Riots betrayal: Tories break every promise made after riots

 In Croydon, News

Three years after homes and businesses in Croydon’s London Road were ransacked and burnt to the ground, Croydon North MP Steve Reed has hosted a meeting to review progress towards recovery. Local businesses, community leaders and victims assessed how much of the support promised by the council, the Prime Minister and the Mayor of London has come through.

The Croydon Riots Panel, set up by the council in 2011 after the riots, made 24 recommendations. Three years later not a single recommendation has been met in full.  Business owners, including Trevor Reeves whose burning shop at Reeves Corner became an iconic image of the riots, expressed anger at the previous Tory council’s inaction.

Despite pledges from the Prime Minister and Mayor of London to help make Croydon safer, the borough today has 50 fewer police officers on local streets, every police station in Croydon North has been closed down, and the promised police shop front on the London Road at the epicentre of rioting has never opened. Local residents and business owners complained about open drug dealing on the streets and gangs running Mafia-style protection rackets. The borough’s new police commander, Ch Supt Andy Tarrant, promised to act on what he heard.

Cllr Toni Letts, the council’s new economic development chief, confirmed that the £22.8m riots recovery fund received from the GLA had either not been spent or was syphoned off to other areas by the previous Tory Council. She also stated that the GLA had threatened to take back the money because the previous council had failed to use it. The new council elected in May has started investing the money to improve pavements and shop fronts this week.

Speaking after the meeting Steve Reed MP said: “The Tories have betrayed Croydon by breaking every single promise they made after the riots. Not a single recommendation from their own riots panel has been fully implemented, we have fewer police when they promised us more, and millions of pounds earmarked to help the area recover has been left sitting in the bank or syphoned off into other areas.

The Tories at every level of Government have simply turned their backs on Croydon. They were keen to be seen here in the days after the riots, but three years later we can see their only concern was grabbing the headlines not getting down to work.”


→ ABOUT THIS TASK:
When a record holds a picture, leave the picture out and copy everything else exactly.

→ INPUT FOR THIS TASK:
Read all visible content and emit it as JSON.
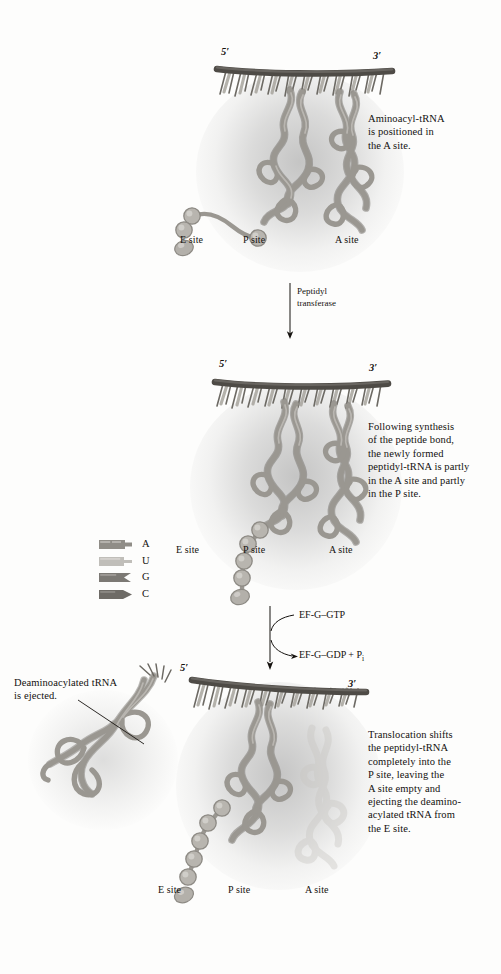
{
  "figure": {
    "title_present": false,
    "background": "#fdfdfc",
    "ink": "#15120f"
  },
  "palette": {
    "mrna_backbone": "#4e4b46",
    "codon_tooth_light": "#a8a59e",
    "codon_tooth_dark": "#6d6a64",
    "trna_ribbon": "#9a9791",
    "trna_ribbon_shade": "#7c7974",
    "trna_ghost": "#c9c7c3",
    "bead": "#b3b0aa",
    "glow": "#9a9a9a"
  },
  "panels": [
    {
      "id": "panel-1",
      "stage": "aminoacyl-trna-binding",
      "caption": "Aminoacyl-tRNA\nis positioned in\nthe A site.",
      "mrna_5_label": "5′",
      "mrna_3_label": "3′",
      "sites": [
        {
          "label": "E site"
        },
        {
          "label": "P site"
        },
        {
          "label": "A site"
        }
      ],
      "trna_count": 2,
      "bead_count": 4,
      "a_site_occupied": true,
      "e_site_occupied": false
    },
    {
      "id": "panel-2",
      "stage": "peptide-bond-formed",
      "caption": "Following synthesis\nof the peptide bond,\nthe newly formed\npeptidyl-tRNA is partly\nin the A site and partly\nin the P site.",
      "mrna_5_label": "5′",
      "mrna_3_label": "3′",
      "sites": [
        {
          "label": "E site"
        },
        {
          "label": "P site"
        },
        {
          "label": "A site"
        }
      ],
      "trna_count": 2,
      "bead_count": 5,
      "a_site_occupied": true,
      "e_site_occupied": false
    },
    {
      "id": "panel-3",
      "stage": "translocation-complete",
      "caption": "Translocation shifts\nthe peptidyl-tRNA\ncompletely into the\nP site, leaving the\nA site empty and\nejecting the deamino-\nacylated tRNA from\nthe E site.",
      "mrna_5_label": "5′",
      "mrna_3_label": "3′",
      "sites": [
        {
          "label": "E site"
        },
        {
          "label": "P site"
        },
        {
          "label": "A site"
        }
      ],
      "annotation": "Deaminoacylated tRNA\nis ejected.",
      "trna_count": 2,
      "bead_count": 5,
      "a_site_occupied": false,
      "a_site_ghost": true,
      "e_site_occupied": false
    }
  ],
  "transitions": [
    {
      "id": "transition-1",
      "from_panel": "panel-1",
      "to_panel": "panel-2",
      "label": "Peptidyl\ntransferase",
      "style": "straight-down-arrow"
    },
    {
      "id": "transition-2",
      "from_panel": "panel-2",
      "to_panel": "panel-3",
      "label_in": "EF-G–GTP",
      "label_out_prefix": "EF-G–GDP + P",
      "label_out_subscript": "i",
      "style": "down-arrow-with-curved-in-and-out"
    }
  ],
  "legend": {
    "items": [
      {
        "letter": "A",
        "shape": "nucleotide-a",
        "fill": "#908d87",
        "notch": "square-notch"
      },
      {
        "letter": "U",
        "shape": "nucleotide-u",
        "fill": "#c0beb9",
        "notch": "round-peg"
      },
      {
        "letter": "G",
        "shape": "nucleotide-g",
        "fill": "#7c7974",
        "notch": "v-notch"
      },
      {
        "letter": "C",
        "shape": "nucleotide-c",
        "fill": "#6e6b66",
        "notch": "arrow-point"
      }
    ]
  }
}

→ EXERCISE ANSWER:
Read all visible content and emit it as JSON.
{
  "figure": {
    "title_present": false,
    "background": "#fdfdfc",
    "ink": "#15120f"
  },
  "palette": {
    "mrna_backbone": "#4e4b46",
    "codon_tooth_light": "#a8a59e",
    "codon_tooth_dark": "#6d6a64",
    "trna_ribbon": "#9a9791",
    "trna_ribbon_shade": "#7c7974",
    "trna_ghost": "#c9c7c3",
    "bead": "#b3b0aa",
    "glow": "#9a9a9a"
  },
  "panels": [
    {
      "id": "panel-1",
      "stage": "aminoacyl-trna-binding",
      "caption": "Aminoacyl-tRNA\nis positioned in\nthe A site.",
      "mrna_5_label": "5′",
      "mrna_3_label": "3′",
      "sites": [
        {
          "label": "E site"
        },
        {
          "label": "P site"
        },
        {
          "label": "A site"
        }
      ],
      "trna_count": 2,
      "bead_count": 4,
      "a_site_occupied": true,
      "e_site_occupied": false
    },
    {
      "id": "panel-2",
      "stage": "peptide-bond-formed",
      "caption": "Following synthesis\nof the peptide bond,\nthe newly formed\npeptidyl-tRNA is partly\nin the A site and partly\nin the P site.",
      "mrna_5_label": "5′",
      "mrna_3_label": "3′",
      "sites": [
        {
          "label": "E site"
        },
        {
          "label": "P site"
        },
        {
          "label": "A site"
        }
      ],
      "trna_count": 2,
      "bead_count": 5,
      "a_site_occupied": true,
      "e_site_occupied": false
    },
    {
      "id": "panel-3",
      "stage": "translocation-complete",
      "caption": "Translocation shifts\nthe peptidyl-tRNA\ncompletely into the\nP site, leaving the\nA site empty and\nejecting the deamino-\nacylated tRNA from\nthe E site.",
      "mrna_5_label": "5′",
      "mrna_3_label": "3′",
      "sites": [
        {
          "label": "E site"
        },
        {
          "label": "P site"
        },
        {
          "label": "A site"
        }
      ],
      "annotation": "Deaminoacylated tRNA\nis ejected.",
      "trna_count": 2,
      "bead_count": 5,
      "a_site_occupied": false,
      "a_site_ghost": true,
      "e_site_occupied": false
    }
  ],
  "transitions": [
    {
      "id": "transition-1",
      "from_panel": "panel-1",
      "to_panel": "panel-2",
      "label": "Peptidyl\ntransferase",
      "style": "straight-down-arrow"
    },
    {
      "id": "transition-2",
      "from_panel": "panel-2",
      "to_panel": "panel-3",
      "label_in": "EF-G–GTP",
      "label_out_prefix": "EF-G–GDP + P",
      "label_out_subscript": "i",
      "style": "down-arrow-with-curved-in-and-out"
    }
  ],
  "legend": {
    "items": [
      {
        "letter": "A",
        "shape": "nucleotide-a",
        "fill": "#908d87",
        "notch": "square-notch"
      },
      {
        "letter": "U",
        "shape": "nucleotide-u",
        "fill": "#c0beb9",
        "notch": "round-peg"
      },
      {
        "letter": "G",
        "shape": "nucleotide-g",
        "fill": "#7c7974",
        "notch": "v-notch"
      },
      {
        "letter": "C",
        "shape": "nucleotide-c",
        "fill": "#6e6b66",
        "notch": "arrow-point"
      }
    ]
  }
}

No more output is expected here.